Timing of identification of an ensnarement defense
The court then considered the proper sequence of steps to assert and defend against an ensnarement defense.27 The court found that Abiomed had the initial burden to identify the ensnared prior art before Maquet was required to propose a hypothetical claim.28 In finding so, the court relied on the defendant’s initial burden of persuasion that required it to present evidence establishing the alleged defense.29 Only then does the patentee need to posit a hypothetical claim that does not ensnare the prior art identified by the defendant. The court also noted that the hypothetical claim analysis is just one way Maquet could defend against ensnarement — it could also “directly compare [] the prior art with a single element . . . of the accused device in an attempt to determine the extent to which the prior art limits the application of the doctrine of equivalents.”30
The court denied Abiomed’s motion for partial summary judgment of noninfringement with respect to ensnarement, finding the issue was not yet ripe.31 The court also denied Maquet’s motion to strike the portions of Dr. Dasi’s report that addressed ensnarement, finding the defense was neither untimely nor waived.32
Takeaways
This decision raises an important consideration — who needs to establish ensnarement and when does the defense need to be raised? This decision held that the defendant has the initial burden of identifying prior art that ensnares the asserted claims. Then, the patentee has the burden of drafting the appropriate hypothetical claim and establishing that it did not ensnare the prior art. While this decision found that the defense need not be pled or identified during fact discovery, it is a better practice to identify the defense earlier to avoid any arguments regarding waiver or prejudice to the patentee. Both parties should be prepared to address ensnarement immediately following a decision on validity and infringement.33
- 1
Maquet Cardiovascular LLC v. Abiomed, Inc., No. 17-12311, 2026 WL 122780 (D. Mass. Jan. 16, 2026) (hereinafter, “Maquet”).
- 2
Id. at *12.
- 3
See Graver Tank & Mfg. Co. v. Linde Air Products Co., 339 U.S. 605, 607 (1950).
- 4
See Warner-Jenkinson Co., Inc. v. Hilton Davis Chemical Co., 520 U.S. 17, 40 (1997).
- 5
Wilson Sporting Goods, 904 F.3d at 677 (Fed. Cir. 1990).
- 6
Streamfeeder, LLC v. Sure-Feed Sys., Inc., 175 F.3d 974, 983 (Fed. Cir. 1999).
- 7
Id.; accord, Jurgens v. Mckasy, 927 F.2d 1552, 1561 (Fed. Cir. 1991).
- 8
Jang v. Boston Sci. Corp., 822 F.3d 1275, 1287 (Fed. Cir. 2017).
- 9
Id.
- 10
Id. at 684.
- 11
Id. (emphasis in original).
- 12
Id. at 685.
- 13
925 F.2d 144,1449 (Fed. Cir. 1991).
- 14
Depuy Spine, Inc. v. Medtronic Sofamor Danek, Inc., 526 F. Supp.2d 162, 169 (D, Mass. 2007), aff’d in part, rev’d in part and remanded, 567 F.3d 1314 (Fed. Cir. 2009).
- 15
Maquet, at *1.
- 16
Id.
- 17
Id. at *10.
- 18
Id.
- 19
Id. at *11.
- 20
Id. at *11.
- 21
872 F.3d at 1288.
- 22
Maquet, at *11.
- 23
Id.
- 24
Id. at *12.
- 25
Id.
- 26
Id.
- 27
Id.
- 28
Id.
- 29
Id.
- 30
Id. at *13 (citing Conroy v. Reebok Int’l, Ltd., 14 F.3d 1570, 1576 (Fed. Cit. 1994)).
- 31
Id.
- 32
Id.
- 33
See generally Jang v. Boston Sci., supra.
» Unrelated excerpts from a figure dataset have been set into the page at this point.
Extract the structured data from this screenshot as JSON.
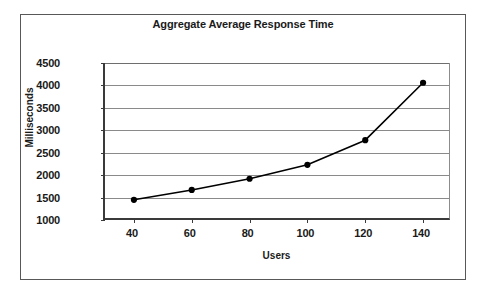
{
  "chart_data": {
    "type": "line",
    "title": "Aggregate Average Response Time",
    "xlabel": "Users",
    "ylabel": "Milliseconds",
    "x": [
      40,
      60,
      80,
      100,
      120,
      140
    ],
    "values": [
      1450,
      1670,
      1920,
      2230,
      2780,
      4060
    ],
    "series": [
      {
        "name": "Aggregate Average Response Time",
        "values": [
          1450,
          1670,
          1920,
          2230,
          2780,
          4060
        ]
      }
    ],
    "xtick_labels": [
      "40",
      "60",
      "80",
      "100",
      "120",
      "140"
    ],
    "ytick_labels": [
      "1000",
      "1500",
      "2000",
      "2500",
      "3000",
      "3500",
      "4000",
      "4500"
    ],
    "yticks": [
      1000,
      1500,
      2000,
      2500,
      3000,
      3500,
      4000,
      4500
    ],
    "xlim": [
      30,
      150
    ],
    "ylim": [
      1000,
      4500
    ],
    "grid": "horizontal",
    "legend": "none",
    "marker": "filled-circle",
    "line_color": "#000000",
    "marker_color": "#000000",
    "gridline_color": "#8a8a8a",
    "axis_color": "#3a3a3a",
    "plot_background": "#ffffff",
    "frame_color": "#585858"
  }
}
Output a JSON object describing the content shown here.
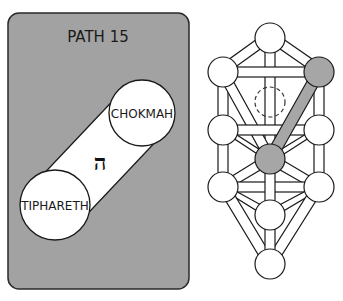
{
  "card": {
    "title": "PATH 15",
    "background": "#a2a2a2",
    "from_sephirah": "CHOKMAH",
    "to_sephirah": "TIPHARETH",
    "hebrew_letter": "ה",
    "hebrew_letter_name": "He"
  },
  "tree": {
    "highlight_color": "#a6a6a6",
    "highlighted_path": [
      "chokmah",
      "tiphareth"
    ],
    "sephiroth": [
      {
        "id": "kether",
        "x": 270,
        "y": 38,
        "highlighted": false
      },
      {
        "id": "chokmah",
        "x": 319,
        "y": 72,
        "highlighted": true
      },
      {
        "id": "binah",
        "x": 223,
        "y": 72,
        "highlighted": false
      },
      {
        "id": "daath",
        "x": 270,
        "y": 102,
        "hidden": true
      },
      {
        "id": "chesed",
        "x": 319,
        "y": 130,
        "highlighted": false
      },
      {
        "id": "geburah",
        "x": 223,
        "y": 130,
        "highlighted": false
      },
      {
        "id": "tiphareth",
        "x": 270,
        "y": 159,
        "highlighted": true
      },
      {
        "id": "netzach",
        "x": 319,
        "y": 187,
        "highlighted": false
      },
      {
        "id": "hod",
        "x": 223,
        "y": 187,
        "highlighted": false
      },
      {
        "id": "yesod",
        "x": 270,
        "y": 215,
        "highlighted": false
      },
      {
        "id": "malkuth",
        "x": 270,
        "y": 264,
        "highlighted": false
      }
    ]
  }
}
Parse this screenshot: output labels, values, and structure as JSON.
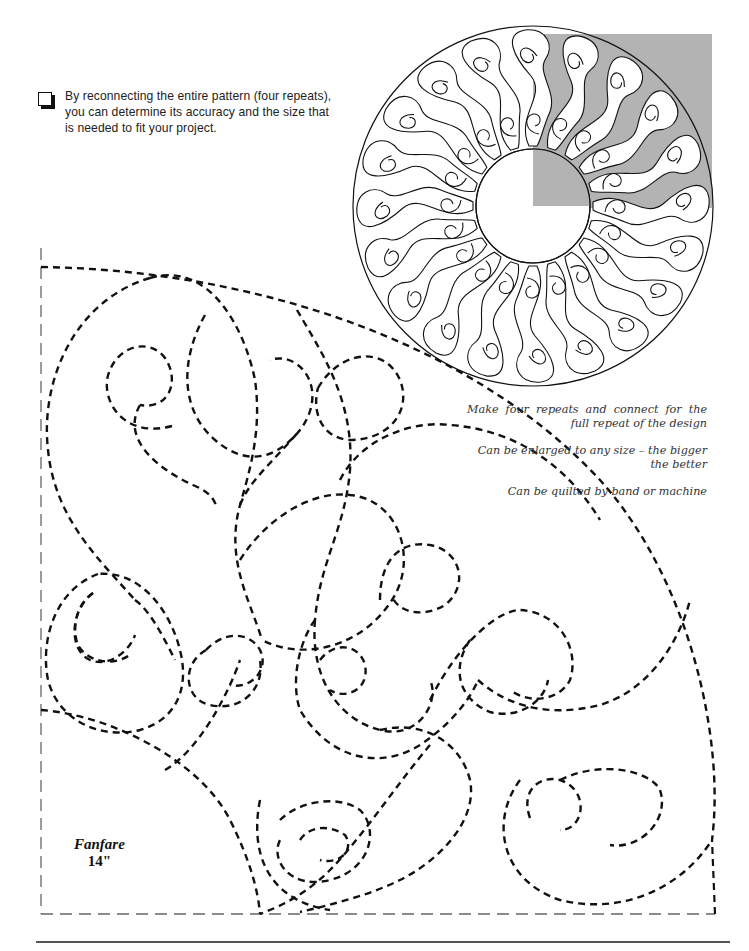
{
  "tip": {
    "icon": "checkbox-icon",
    "text": "By reconnecting the entire pattern (four repeats), you can determine its accuracy and the size that is needed to fit your project."
  },
  "diagram": {
    "highlight_color": "#b3b3b3",
    "repeats": 4,
    "swirls_per_ring": 20
  },
  "notes": [
    "Make four repeats and connect for the full repeat of the design",
    "Can be enlarged to any size – the bigger the better",
    "Can be quilted by band or machine"
  ],
  "pattern": {
    "name": "Fanfare",
    "size": "14\""
  }
}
The opinions expressed are those of the authors on the date noted above and do not necessarily reflect the views of Fish & Richardson P.C., any other of its lawyers, its clients, or any of its or their respective affiliates. This post is for general information purposes only and is not intended to be and should not be taken as legal advice. No attorney-client relationship is formed.